The poignant immigrant story received widespread acclaim including Oscar nominations for Best Picture, Best Original Screenplay and Best Director and won a Golden Globe Award for Best Foreign Language film. The film also won both the dramatic Grand Jury Prize and the Audience Award at its Sundance premier.
With a budget of $2 million, Minari went on to gross $15.5 million worldwide box office. This is perhaps the rare instance in which a low-budget film with no real plot but a great deal of atmospherics somehow convinced big studios of the director’s potential to helm blockbusters.

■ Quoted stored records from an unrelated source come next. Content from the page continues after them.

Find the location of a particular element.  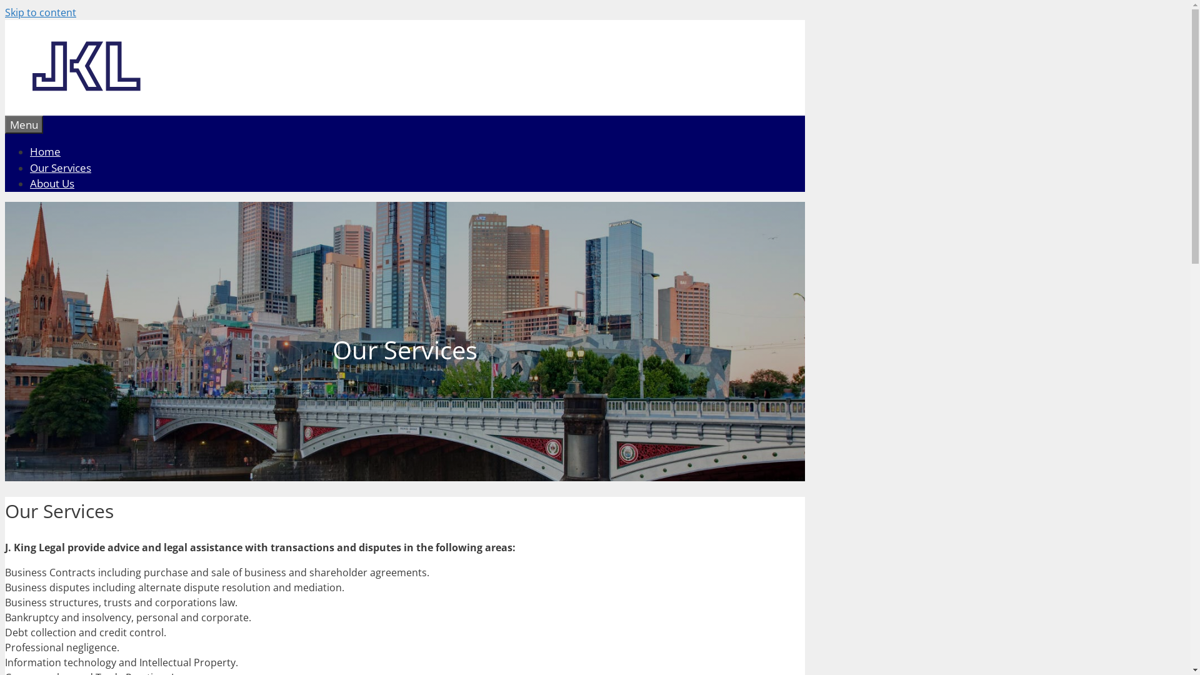

Skip to content is located at coordinates (41, 12).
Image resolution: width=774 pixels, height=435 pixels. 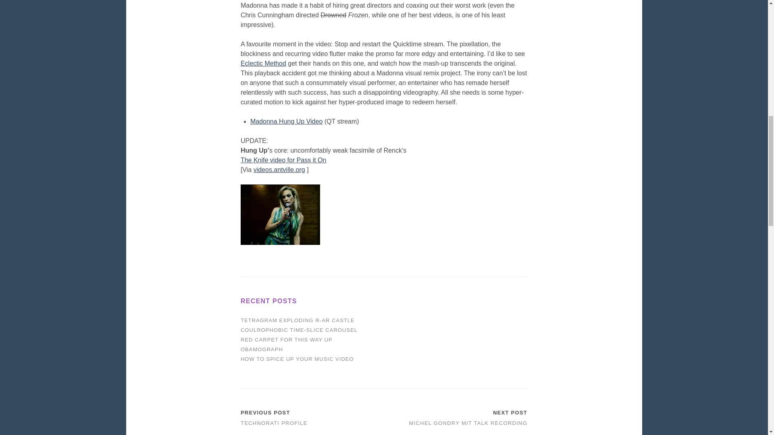 I want to click on TECHNORATI PROFILE, so click(x=274, y=423).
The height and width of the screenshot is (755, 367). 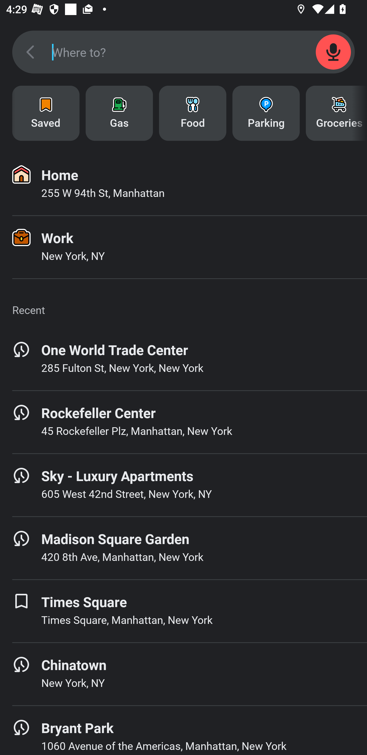 What do you see at coordinates (337, 113) in the screenshot?
I see `Groceries` at bounding box center [337, 113].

Chung’s 5th and most recent feature film — and the first distributed by a major studio is Twisters, a 2024 disaster film providing a sequel to Twister (1996). The Universal/Warner Bros. alliance generated over $372 million at the worldwide box office. It also received a 90% audience approval rating on Rotten Tomatoes compared to 58% on the original.
Chung was only 29 when his post-genocide drama film Munyurangabo premiered at Cannes, marking Chung’s directorial debut. It was the first feature film using the Kinyarwanda language and local Rwandan actors. The film garnered the Grand Prize at the 2007 AFI Fest, and renowned film critic Roger Ebert famously declared it a “masterpiece.”
Now 46, Chung has directed two Star Wars franchise episodes for Disney+, one for The Mandalorian in 2023 and the other for Star Wars: Skeleton Crew, 2025.
He is set to direct The Traveler, a sci-fi family drama feature for Skydance in which a 47-year-old biology technician involuntarily time travels.
Before graduating from Yale in 2000 as an ecology major, Chung enrolled in a “video as art” class, where he found his calling. He dropped his plans for medical school and instead earned a film-making MFA from the University of Utah in 2004.